Abstract

Composting experiments with heat recovery reveal spatial non-uniformity in parameters such as temperature, oxygen concentration and substrate degradation. In order to recover heat from static compost piles via integrated heat exchanger there is the need to investigate the temperature distribution for placing the heat exchangers and the interaction between heat recovery, substrate degradation and oxygen concentration to ensure quality of composting process. This study introduces a spatial model to predict the variation in controlling parameters such as temperature, oxygen concentration, substrate degradation and airflow patterns in static compost piles with heat recovery using Finite element method (FEM) in COMSOL Multiphysics ® Version 5.3. The developed two-dimensional axisymmetric numerical model considers the compaction effects and is validated to real case pilot-scale compost pile experiments with passive aeration.
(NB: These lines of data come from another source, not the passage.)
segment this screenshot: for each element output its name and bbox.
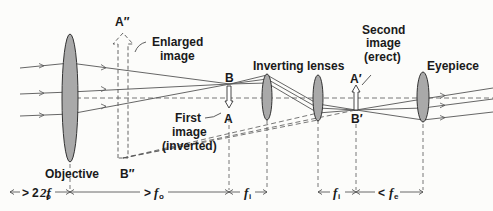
enlarged-leader [135,42,146,52]
label-A: A [224,112,233,126]
second-image-leader [362,75,371,85]
dim-label-fo: > f o [144,185,164,201]
svg-text:2: 2 [32,186,39,200]
rays-to-inverting [230,75,423,120]
inverting-lens-2 [313,75,323,121]
label-enlarged-1: Enlarged [152,35,203,49]
label-B-double: B″ [120,167,135,181]
svg-text:>: > [22,186,29,200]
dim-label-fi-2: f i [333,185,340,201]
label-eyepiece: Eyepiece [427,59,479,73]
second-image-arrow [352,85,360,110]
inverting-lens-1 [262,74,272,120]
label-inverting-lenses: Inverting lenses [253,59,345,73]
label-enlarged-2: image [160,49,195,63]
dimension-lines [10,190,423,195]
label-second-3: (erect) [364,50,401,64]
label-B-prime: B′ [351,112,363,126]
label-first-3: (inverted) [162,139,217,153]
svg-text:i: i [249,192,251,201]
svg-text:e: e [394,192,399,201]
svg-text:o: o [159,192,164,201]
label-A-prime: A′ [350,72,362,86]
label-second-2: image [366,36,401,50]
dim-label-fi-1: f i [244,185,251,201]
dim-label-2fo: > 2 2f o [22,185,53,201]
objective-lens [62,34,78,162]
label-first-1: First [175,111,201,125]
svg-text:>: > [144,186,151,200]
label-second-1: Second [362,23,405,37]
eyepiece-lens [417,72,429,122]
svg-text:i: i [338,192,340,201]
first-image-arrow [225,86,233,108]
svg-text:<: < [378,186,385,200]
label-B: B [225,71,234,85]
label-A-double: A″ [115,15,130,29]
label-objective: Objective [45,167,99,181]
dim-label-fe: < f e [378,185,399,201]
enlarged-image-arrow [113,33,133,158]
label-first-2: image [172,125,207,139]
first-image-leader [205,113,221,118]
outgoing-rays [423,88,493,120]
svg-text:o: o [46,192,51,201]
telescope-diagram: A″ Enlarged image B A First image (inver… [0,0,493,211]
diagram-canvas: A″ Enlarged image B A First image (inver… [0,0,493,211]
objective-rays [70,63,230,114]
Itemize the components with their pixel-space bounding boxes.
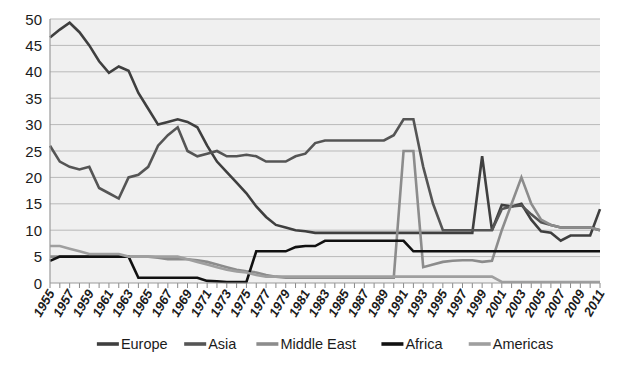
y-axis-tick-label: 30 <box>25 116 42 133</box>
y-axis-tick-label: 15 <box>25 195 42 212</box>
legend-label: Africa <box>405 336 443 352</box>
y-axis-tick-label: 45 <box>25 37 42 54</box>
chart-canvas: 05101520253035404550 1955195719591961196… <box>0 0 625 365</box>
legend-label: Europe <box>121 336 168 352</box>
y-axis-tick-label: 25 <box>25 143 42 160</box>
legend-label: Middle East <box>280 336 356 352</box>
y-axis-tick-label: 50 <box>25 11 42 28</box>
y-axis-tick-label: 40 <box>25 63 42 80</box>
y-axis-tick-label: 5 <box>34 248 42 265</box>
y-axis-tick-label: 0 <box>34 275 42 292</box>
line-chart: 05101520253035404550 1955195719591961196… <box>0 0 625 365</box>
legend-label: Asia <box>208 336 237 352</box>
y-axis-tick-label: 20 <box>25 169 42 186</box>
y-axis-tick-label: 10 <box>25 222 42 239</box>
y-axis-tick-label: 35 <box>25 90 42 107</box>
legend-label: Americas <box>493 336 553 352</box>
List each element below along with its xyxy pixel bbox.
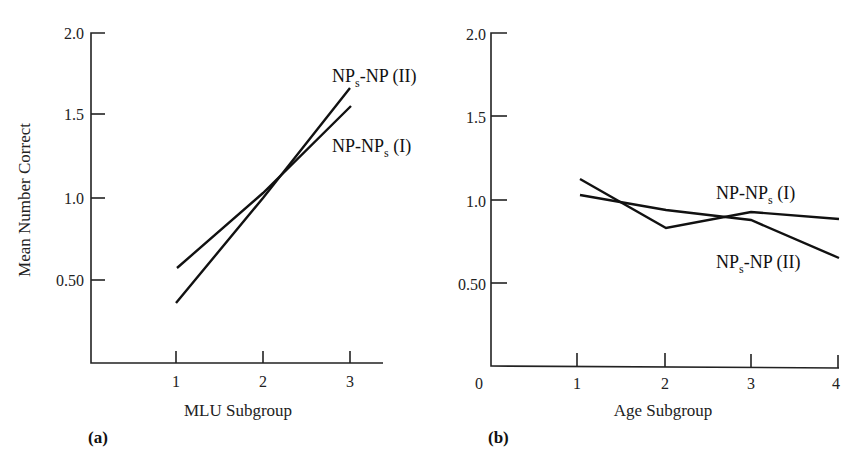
chart-b-series-nps-np-ii bbox=[580, 195, 839, 258]
chart-a-label-np-nps-i: NP-NPs (I) bbox=[332, 136, 411, 160]
chart-a-panel-label: (a) bbox=[88, 428, 108, 447]
chart-a-xtick-label: 1 bbox=[172, 373, 180, 390]
figure: Mean Number Correct 2.0 1.5 1.0 0.50 1 2… bbox=[0, 0, 857, 473]
chart-b-xtick-label: 0 bbox=[475, 375, 483, 392]
chart-b-ytick-label: 1.5 bbox=[466, 109, 486, 126]
chart-b-x-axis-title: Age Subgroup bbox=[614, 401, 713, 420]
chart-a-ytick-label: 0.50 bbox=[56, 272, 84, 289]
chart-b-xtick-label: 4 bbox=[832, 375, 840, 392]
chart-a-ytick-label: 1.0 bbox=[64, 190, 84, 207]
chart-a-x-axis-title: MLU Subgroup bbox=[184, 401, 292, 420]
chart-b-xtick-label: 2 bbox=[661, 375, 669, 392]
chart-b-ytick-label: 1.0 bbox=[466, 193, 486, 210]
chart-a-xtick-label: 2 bbox=[259, 373, 267, 390]
chart-b-series-np-nps-i bbox=[580, 179, 839, 228]
chart-b-panel-label: (b) bbox=[488, 428, 509, 447]
chart-a-ytick-label: 2.0 bbox=[64, 25, 84, 42]
chart-b: 2.0 1.5 1.0 0.50 0 1 2 3 4 Age Subgroup … bbox=[458, 26, 840, 447]
chart-b-xtick-label: 1 bbox=[573, 375, 581, 392]
chart-a-series-np-nps-i bbox=[177, 106, 351, 268]
chart-a-series-nps-np-ii bbox=[176, 88, 350, 303]
chart-b-ytick-label: 2.0 bbox=[466, 26, 486, 43]
chart-b-ytick-label: 0.50 bbox=[458, 276, 486, 293]
chart-a-label-nps-np-ii: NPs-NP (II) bbox=[332, 66, 417, 90]
chart-a-ytick-label: 1.5 bbox=[64, 106, 84, 123]
chart-b-xtick-label: 3 bbox=[747, 375, 755, 392]
chart-a-y-axis-title: Mean Number Correct bbox=[15, 123, 34, 277]
chart-a-xtick-label: 3 bbox=[346, 373, 354, 390]
chart-b-label-nps-np-ii: NPs-NP (II) bbox=[716, 252, 801, 276]
chart-a: Mean Number Correct 2.0 1.5 1.0 0.50 1 2… bbox=[15, 25, 417, 447]
chart-b-label-np-nps-i: NP-NPs (I) bbox=[716, 183, 795, 207]
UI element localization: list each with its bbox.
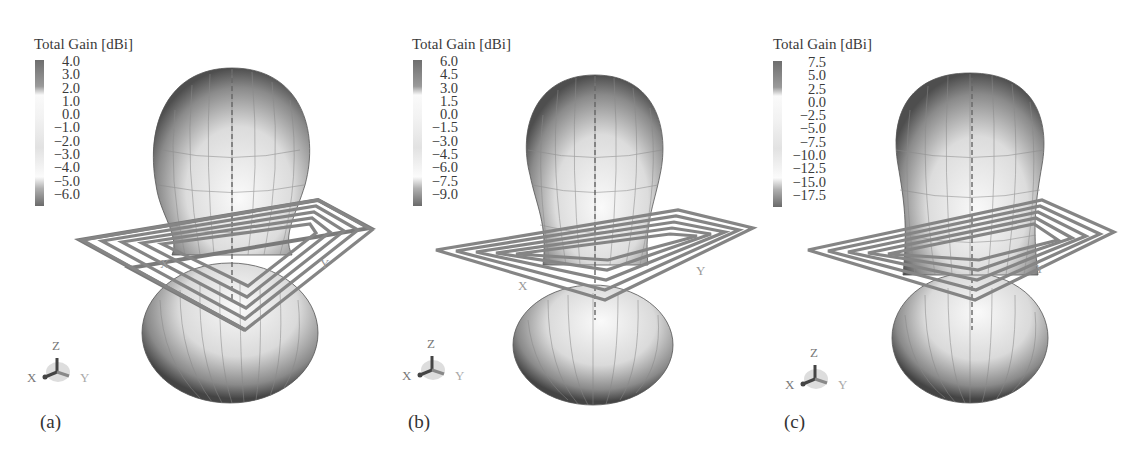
panel-b: Total Gain [dBi] 6.04.53.01.50.0−1.5−3.0… [378, 0, 758, 454]
svg-text:Y: Y [696, 263, 706, 278]
panel-a: Total Gain [dBi] 4.03.02.01.00.0−1.0−2.0… [0, 0, 380, 454]
panel-label: (a) [40, 411, 61, 433]
axis-triad: Z X Y [402, 338, 472, 388]
panel-label: (b) [408, 411, 430, 433]
panel-label: (c) [784, 411, 805, 433]
axis-x-label: X [785, 377, 794, 393]
axis-y-label: Y [455, 368, 464, 384]
axis-x-label: X [27, 370, 36, 386]
svg-text:Y: Y [320, 256, 330, 271]
axis-x-label: X [402, 368, 411, 384]
axis-z-label: Z [427, 336, 435, 352]
svg-text:X: X [160, 256, 170, 271]
axis-y-label: Y [838, 377, 847, 393]
svg-text:X: X [518, 278, 528, 293]
axis-triad: Z X Y [27, 340, 97, 390]
axis-z-label: Z [52, 338, 60, 354]
axis-z-label: Z [810, 345, 818, 361]
axis-triad: Z X Y [785, 347, 855, 397]
panel-c: Total Gain [dBi] 7.55.02.50.0−2.5−5.0−7.… [760, 0, 1140, 454]
svg-text:Y: Y [1035, 261, 1045, 276]
axis-y-label: Y [80, 370, 89, 386]
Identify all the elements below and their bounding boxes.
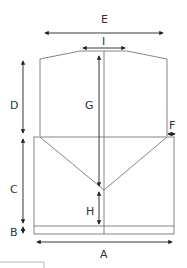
label-c: C	[10, 183, 18, 196]
corner-box-fragment	[0, 262, 44, 268]
dimension-arrows	[23, 33, 175, 242]
dimension-diagram: E I D G F C H B A	[0, 0, 187, 268]
label-i: I	[102, 35, 105, 48]
label-e: E	[101, 13, 108, 26]
label-g: G	[85, 99, 94, 112]
label-f: F	[169, 119, 175, 132]
label-d: D	[10, 99, 18, 112]
v-fold-lines	[40, 137, 167, 190]
label-h: H	[86, 205, 94, 218]
label-b: B	[10, 226, 18, 239]
label-a: A	[100, 248, 108, 261]
upper-panel-outline	[40, 51, 167, 136]
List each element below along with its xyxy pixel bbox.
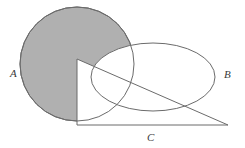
region-label-b: B [224, 69, 231, 80]
region-label-a: A [10, 68, 17, 79]
venn-diagram-figure: A B C [0, 0, 245, 148]
venn-diagram-canvas [0, 0, 245, 148]
region-label-c: C [147, 132, 154, 143]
Strong matching with the real case experiment was achieved. The spatial model demonstrated that the compaction effect is extremely important for realistic modeling because it affects airflow, temperature distribution, oxygen consumption and substrate degradation in a compost pile. Heat recovery did not disrupt the composting process. Case studies revealed strong influence of convective heat loss through the edges and a 10 % improvement of heat recovery rate with ground insulation. The simulation indicates that an optimized placing of heat recovery pipes could increase the average heat extraction by 10-40 %.